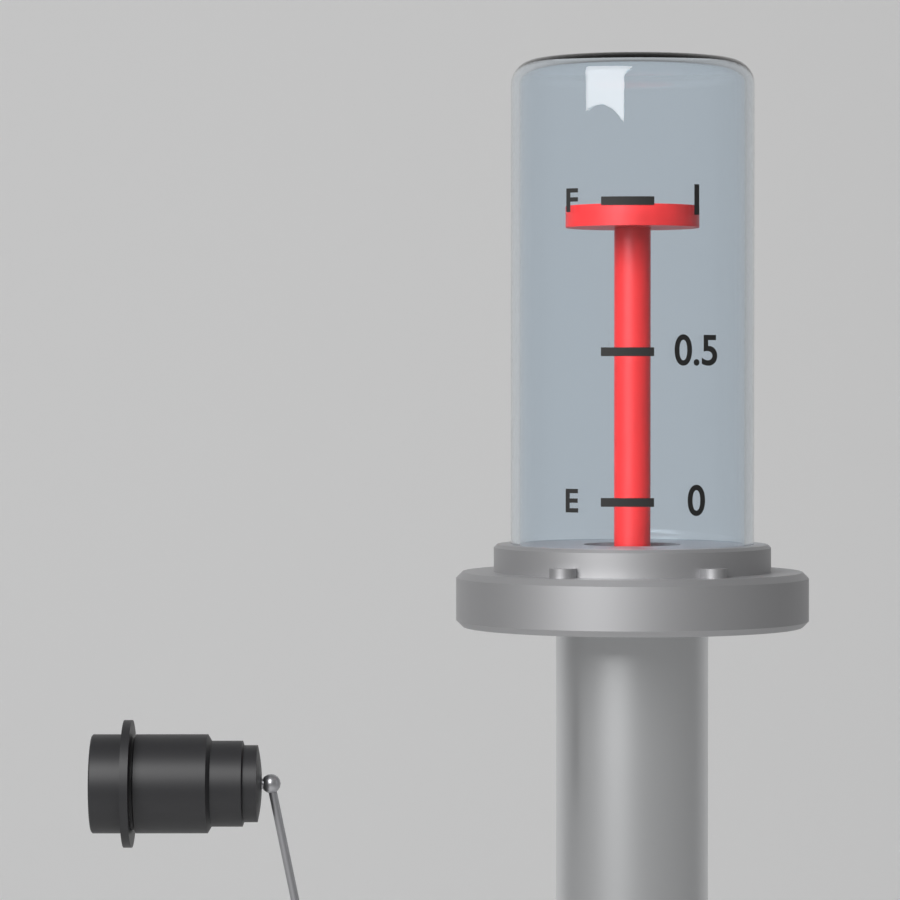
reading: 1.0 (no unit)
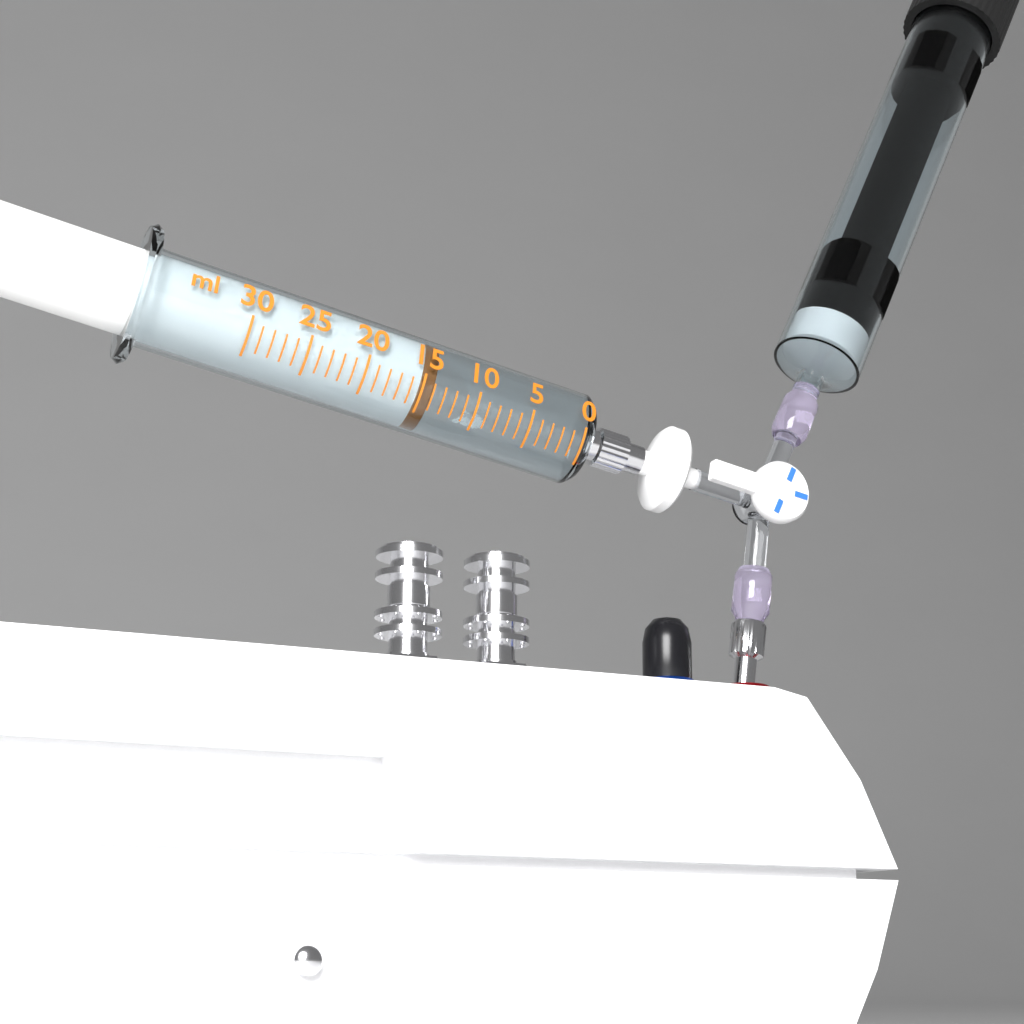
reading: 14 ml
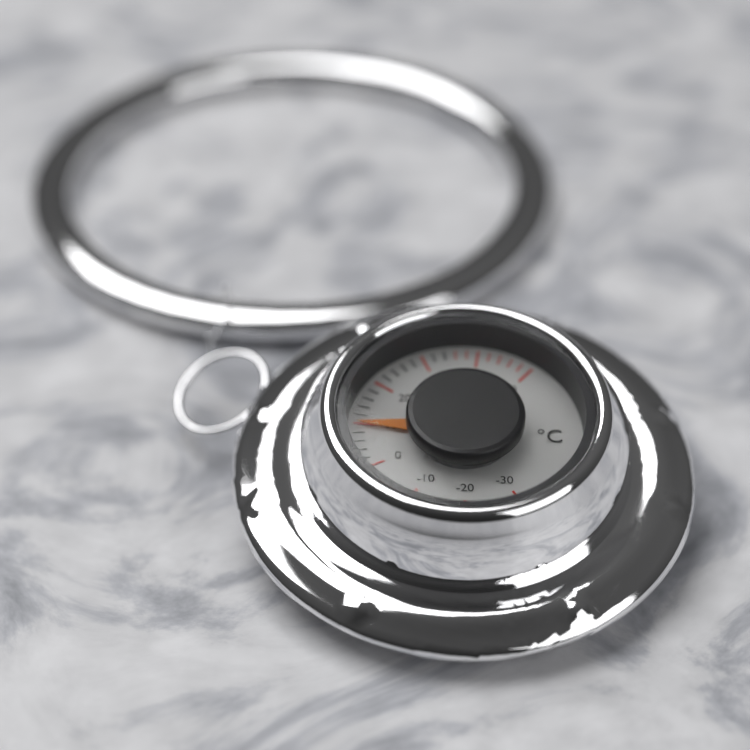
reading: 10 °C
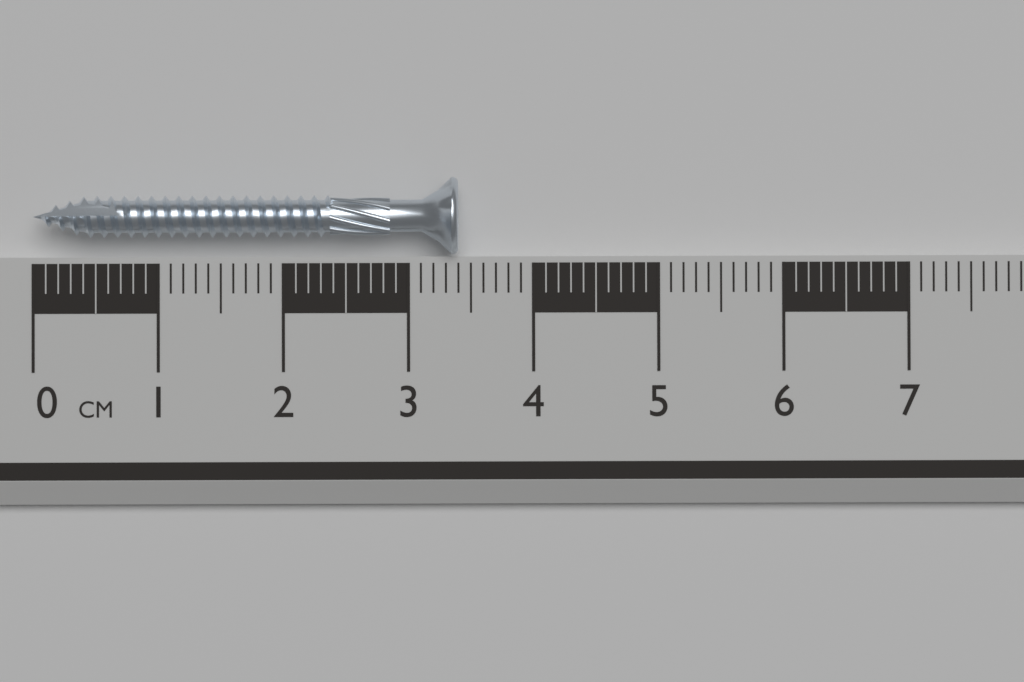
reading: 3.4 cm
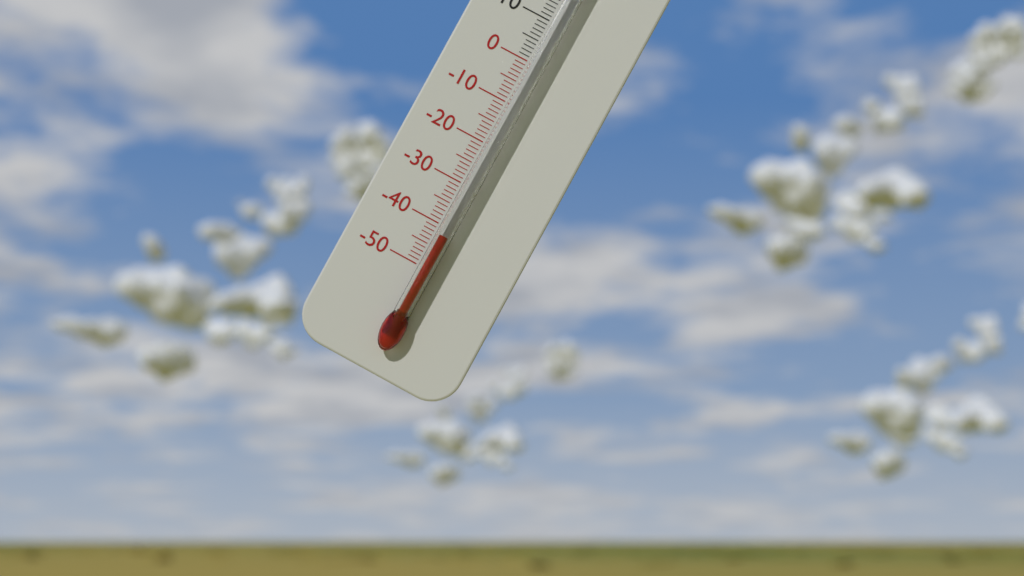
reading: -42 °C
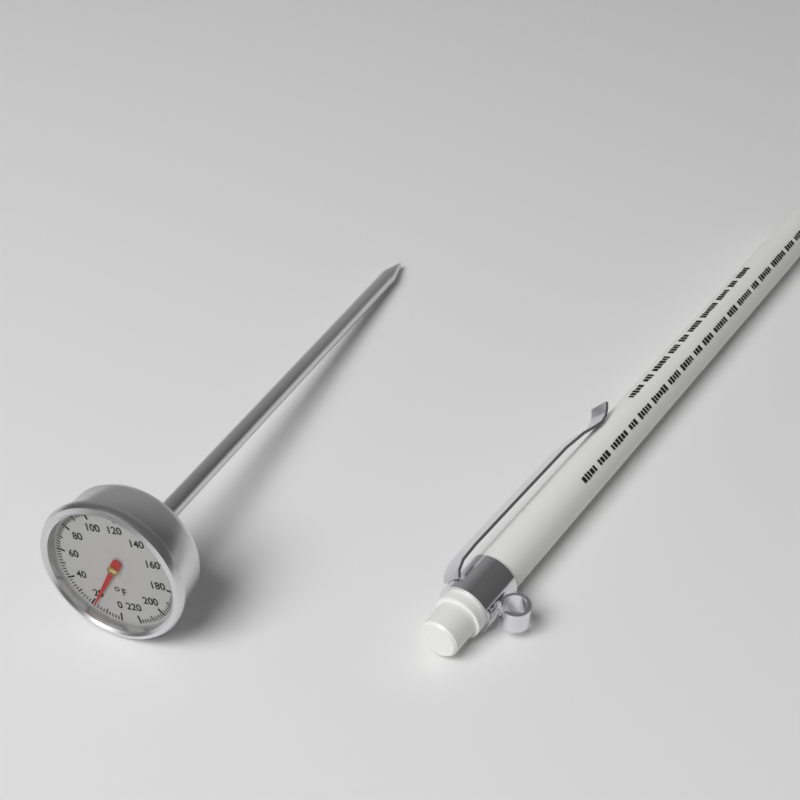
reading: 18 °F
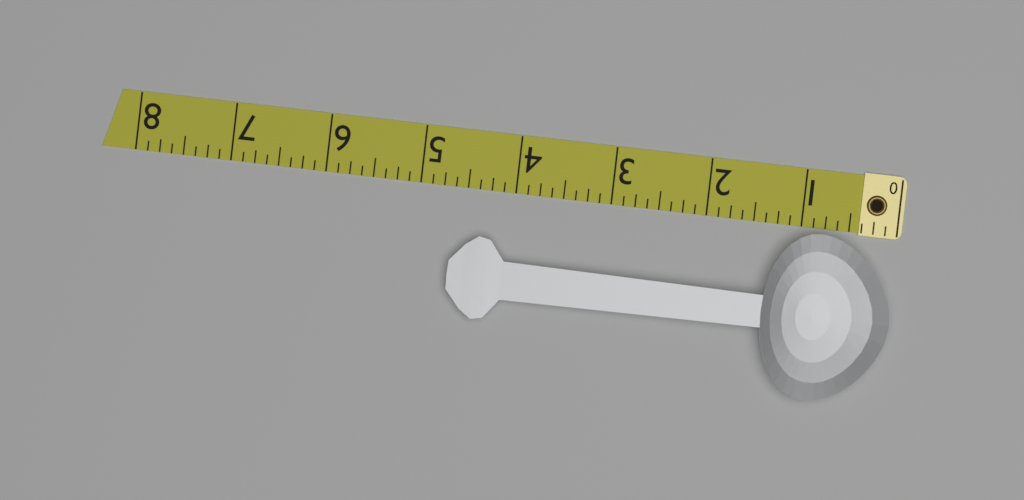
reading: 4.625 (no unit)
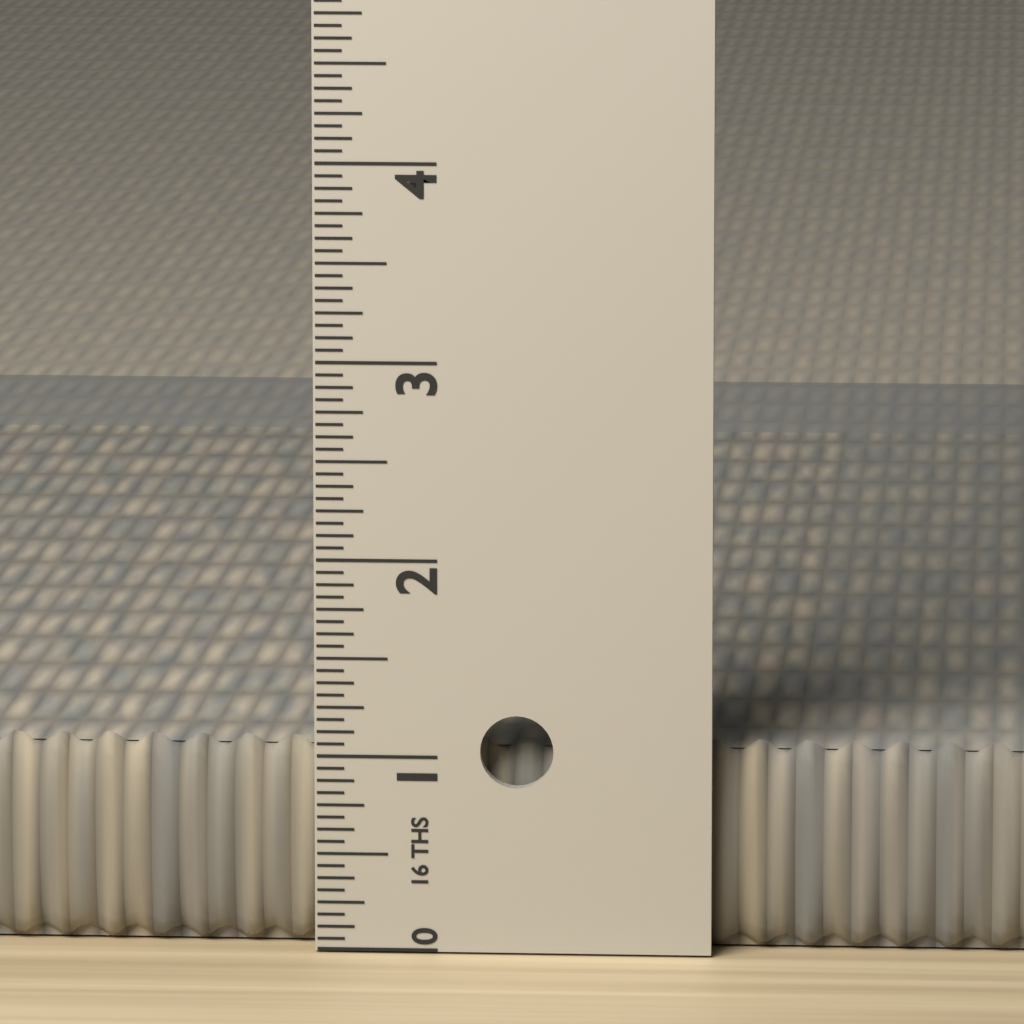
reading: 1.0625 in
:::::
Nothing but the lines from the one containing "reading: 14 ml" through the end of the listing is to be output, and those lines are to be output exactly, pictures excluded.

Answer below.
reading: 14 ml
reading: 10 °C
reading: 3.4 cm
reading: -42 °C
reading: 18 °F
reading: 4.625 (no unit)
reading: 1.0625 in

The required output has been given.